Sometimes I thought that my brother was just a reflection and that he would disappear if I reached for him. I even considered killing my identical copy. Then an angel would bring him back, because we were immortal. I drank his milk. I spat on his forehead. I went to the toilet first even if he needed to go urgently. Because I was stronger I sometimes picked him up and dangled him over the stairwell, pretending I was going to let go, shouting that I couldn't hold on any longer, at which he could be relied on to burst into tears, and then I would pull him back in. 'Stop crying.'

He didn't stop crying. I hit him in the face. 'Stop crying.' He cried harder. I hit him again.

My father intervened. 'What's the matter?'

'He's crying like a woman,' I said.

We were so alike that I could pass him off as myself in the Koran class at the mosque. This worked well because he was good at learning the Koran, and I wasn't. Even when he didn't want to, I sent him for a second time to the master to reel off yet again the sura 'The Night of Power', which he had just rattled off by heart in exemplary fashion. 'Recite in the name of your Lord who created you from a clot of blood, who taught by the pen, taught you what you did not know.' Sentences stuck in my brother's head, while all I saw were images. Blood. A pen. A Lord who I could not see and who I therefore imagined as a large swan who from time to time landed on the little pond around the corner from our house.

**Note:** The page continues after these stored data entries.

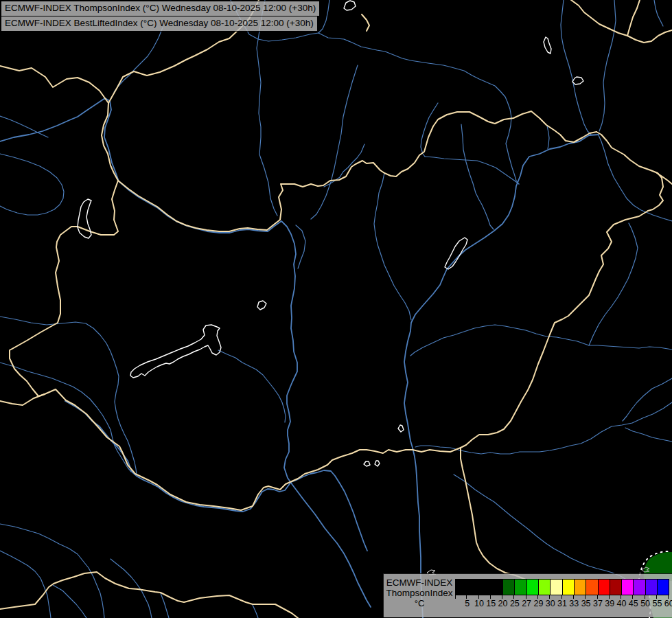 The width and height of the screenshot is (672, 618). Describe the element at coordinates (667, 604) in the screenshot. I see `legend-tick-label: 60` at that location.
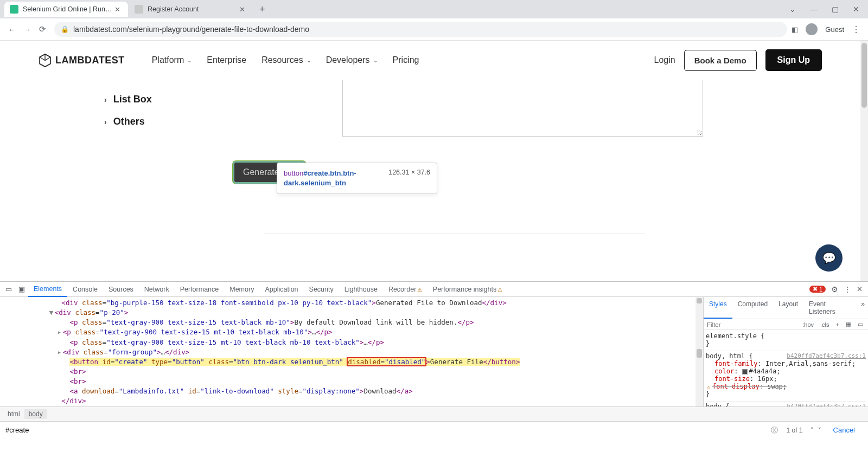 The image size is (868, 465). Describe the element at coordinates (405, 289) in the screenshot. I see `tab-recorder: Recorder ⚠` at that location.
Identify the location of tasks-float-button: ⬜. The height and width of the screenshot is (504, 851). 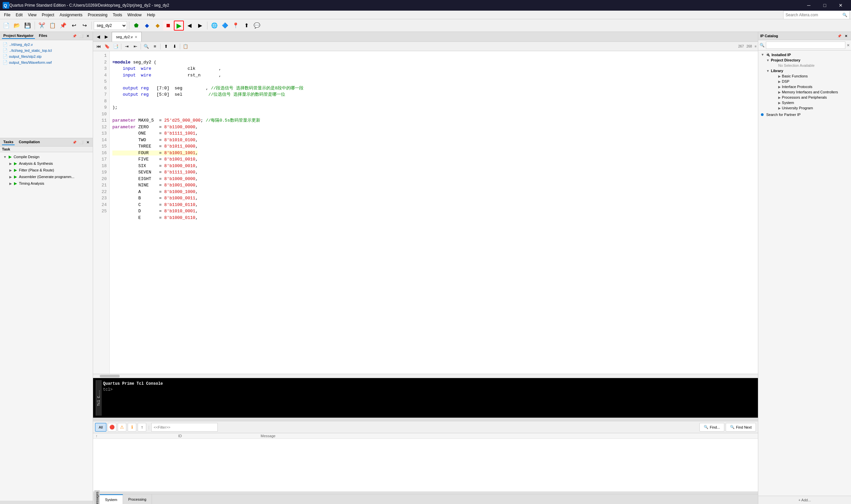
(81, 142).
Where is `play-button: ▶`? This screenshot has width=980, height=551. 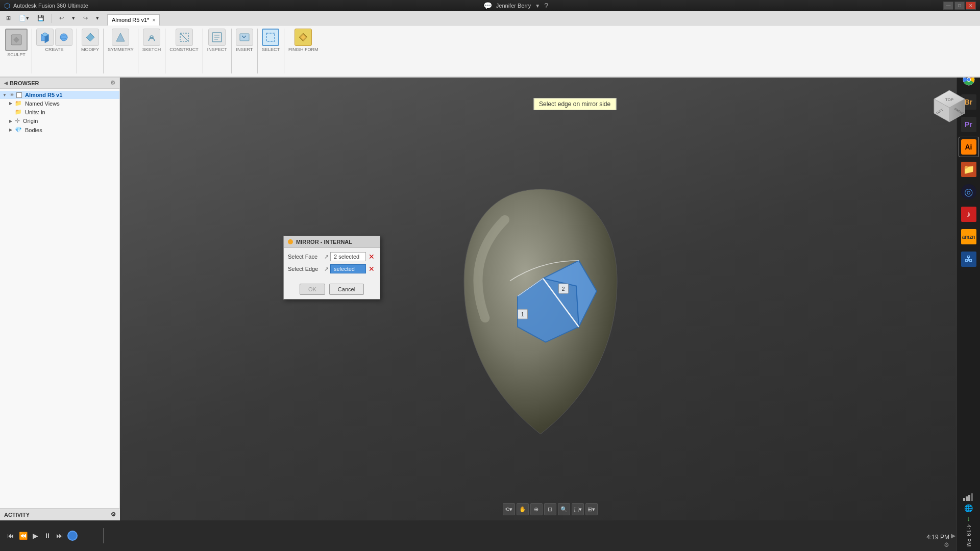
play-button: ▶ is located at coordinates (35, 536).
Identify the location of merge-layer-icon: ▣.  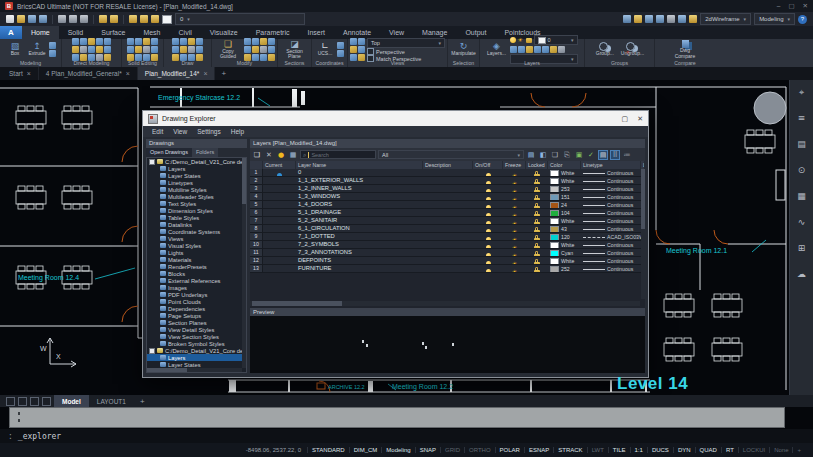
(579, 155).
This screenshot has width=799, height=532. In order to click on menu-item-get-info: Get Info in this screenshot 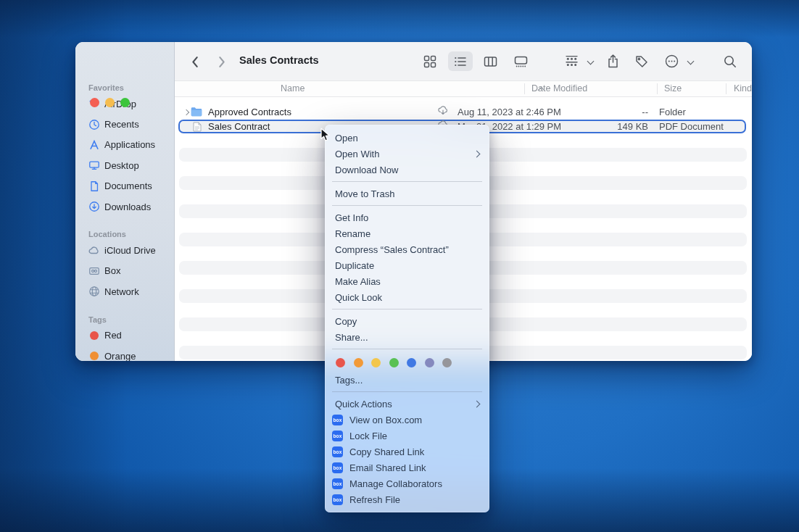, I will do `click(407, 217)`.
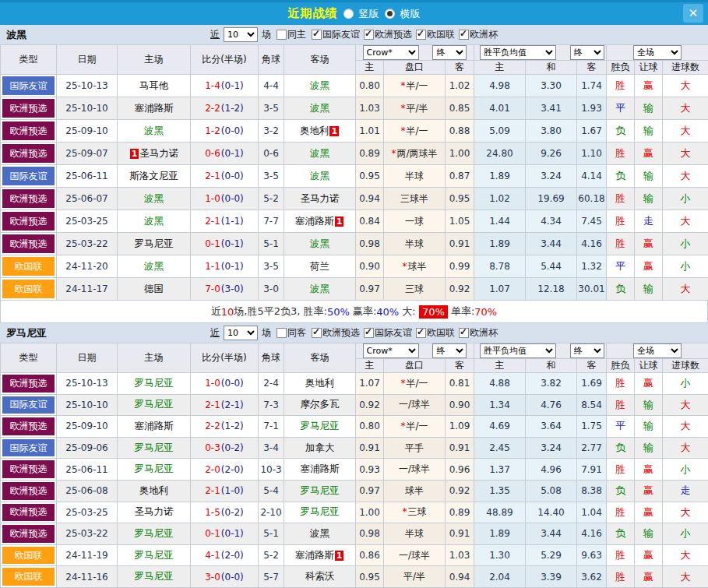  What do you see at coordinates (649, 221) in the screenshot?
I see `handicap-result-cell: 走` at bounding box center [649, 221].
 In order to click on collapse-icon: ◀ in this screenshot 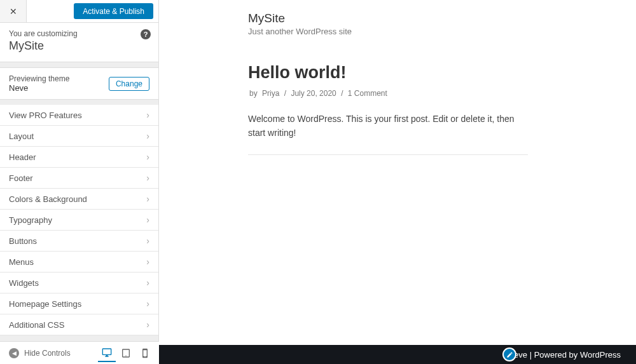, I will do `click(14, 353)`.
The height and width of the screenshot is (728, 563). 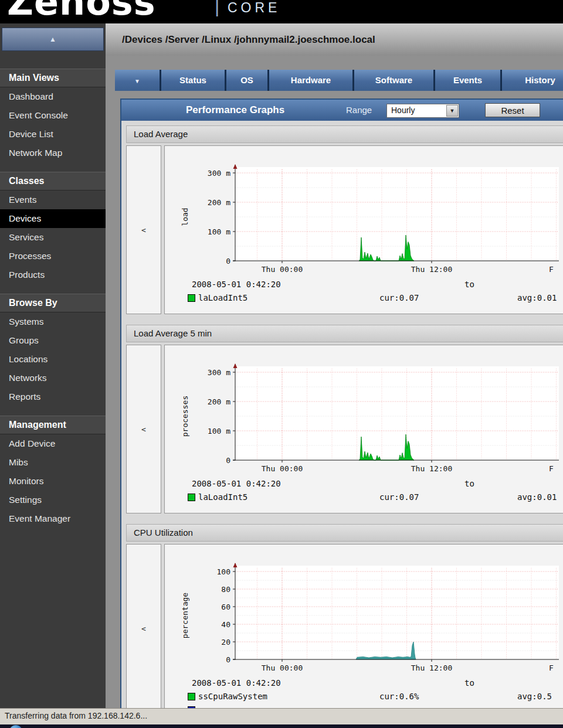 What do you see at coordinates (226, 642) in the screenshot?
I see `svg-text: 20` at bounding box center [226, 642].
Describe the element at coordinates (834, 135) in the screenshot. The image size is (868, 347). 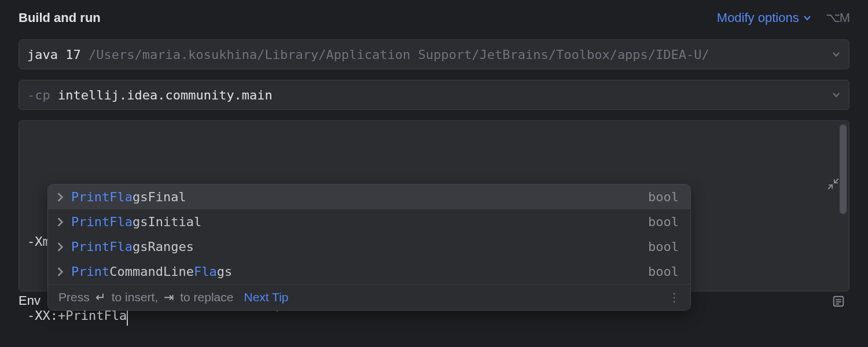
I see `collapse-icon` at that location.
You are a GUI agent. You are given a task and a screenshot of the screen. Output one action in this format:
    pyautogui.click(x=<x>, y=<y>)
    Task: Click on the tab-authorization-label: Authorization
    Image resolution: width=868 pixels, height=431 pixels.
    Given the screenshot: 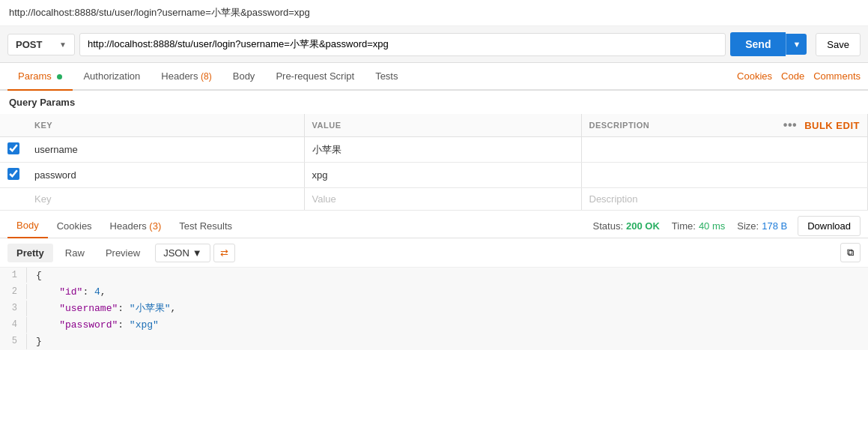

The master was completely unaware, so I didn't have to learn anything and wasn't punished. I set off for the madrassa whistling until one day our master was ill. His replacement saw through me and forced me to make up for all the pain I had avoided.

'You use your twin brother so you don't have to learn anything. How do I know? I also have a twin. The Devil's work! Slap, slap went the stick. Ingeniously a piece of hosepipe had been fixed to one end, and was now being brought down on my hand.

My brother had no sympathy with me, because he thought that as a good Muslim I ought to do my best. He did not look at me when I sat down beside him with my red hands. I bit my tongue to fight back the tears which were rolling down my cheeks anyway. Suddenly I found a handkerchief in my hand, an unexpected sign of compassion, because why would he care about me? I didn't need his handkerchief, I used my hand to brush away the tears. I didn't need his pity. Outside, at a safe distance from the mosque, I gave him a kick up the backside.

'He has no right to hit me,' I said bitterly. 'He's punishing me because I'm clever.'

('Twee zijden van dezelfde munt', pp. 60-63).